Monday, January 08, 2007

Candlelit

Friday morning I woke up early to the voice of an unsettling wind. Since I was planning to walk to work that day, I wondered whether the wind betokened rain; and once that thought had entered my head, it was impossible to get to sleep again. Since it was only half an hour before my alarm was supposed to go off, I got out of bed and looked out the front door: trees whipping, debris scampering, sound roaring from here to there, but no rain. Okay then. I sat down at the computer and was just about to check e-mail when the power went out. Then came on. Then went out. And this time, stayed out.

But one of the great things about home is how well you can maneuver in the dark. I made my way to the drawer with my wonderful LED flashlight, then dug out the candles and lit them. The time came for my alarm to go off but of course it didn't, because suddenly it wasn't that sort of a world anymore. It was a world where an atomic clock-linked alarm means nothing, and if I hadn't happened to awaken early I might have slumbered on long past my time--unless the deeper, more mysterious internal clock (which is frightfully accurate) had kicked in, which it probably would have.

I'm not sure how well I would take to a several-days outage (no TV? Aaaaghhh!), but for a morning, or a couple hours in the evening, it can be wonderful. (Although I remember an all-nighter back in Chicago at the height of summer when the only thing to do was get out of my boiling apartment and go to a movie--along with absolutely everyone else in the neighborhood.) Lighting a candle reminds me of what the world was like for almost all our history, before Mr. Edison had another of his fiendish ideas and transformed everything. For one thing, it reminds me how different the world is at night, or in those pre-dawn hours when the sun is still just a promise. The world is quieter at night, and it should be: something about night demands quiet, which is why loudmouths shouting on the Sunset Strip are so offensive. As a definitive Morning Person, my whole psyche is shackled to sunlight: when the sun comes up, I begin my day (alarm clocks really are almost beside the point); and when the sun goes down, it's only through the intervention of electric lights that I am able to fool myself into going on for a while--but as any of my friends can tell you, my head doesn't usually work as well once the sun sinks away, I'm not as productive, not as creative, not much good at much of anything, which is why so often I find the blinking lights of a TV set about all that interest me come nightfall.

Except, again, when the power goes off. I light a candle and the world is transformed: the light is not steady, it dances, and the shadows jump and twirl. Suddenly nothing is fixed, nothing is certain; and the front door seems less solid, and every sound is infused with meaning and danger. And you know what? All this is good for me; good for us. The electric light has made the world too certain, too knowable; we need a little more uncertainty in our lives.
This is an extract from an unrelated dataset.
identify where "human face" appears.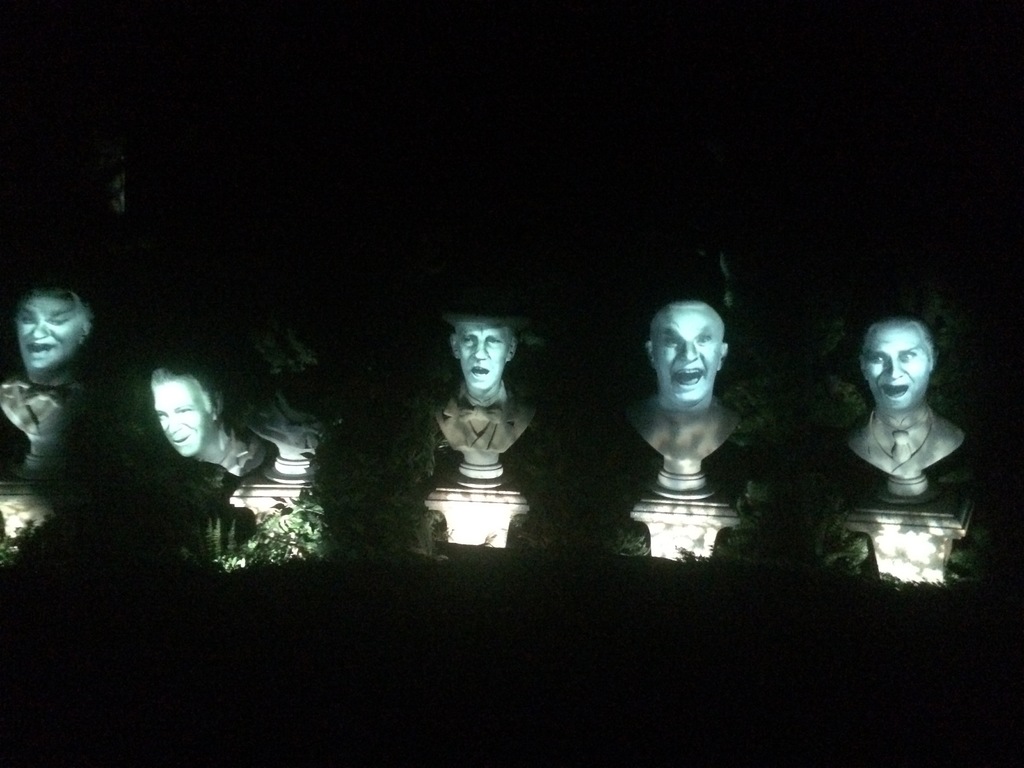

Because certainty breeds security, and security breeds the need for more security. Once we feel safe, we get addicted to it and demand to feel yet more safe. Next thing you know, we're putting leashes on our children, sacrificing our freedoms and tolerating utter nonsense at our airports. If it weren't for electric light, we would not be so obsessed with tyrannical safety because safety (the electric illusion of it, not the real thing) would not be a constant; it (the real thing, not its glowing simulacrum) would be occasional, and fleeting, and we would know on a regular basis what it is to have that thrill of fear when something goes bump in the night.

(Our scary movies are almost never about the creatures of the night, and the music they make, not anymore; now they are more often about the ways in which our ordered society can break down and fall apart. Sociopaths and maniacs with saws, people who have stepped outside of ordered society and brought their knives with them.)

So I lit my candles, ignored the television, and did some reading. By candlelight, and by the growing sunlight of an unsual dawn, with the wind howling outside, as if to remind me, loudly and vigorously, that it can all be taken away. For more than just a morning, some day.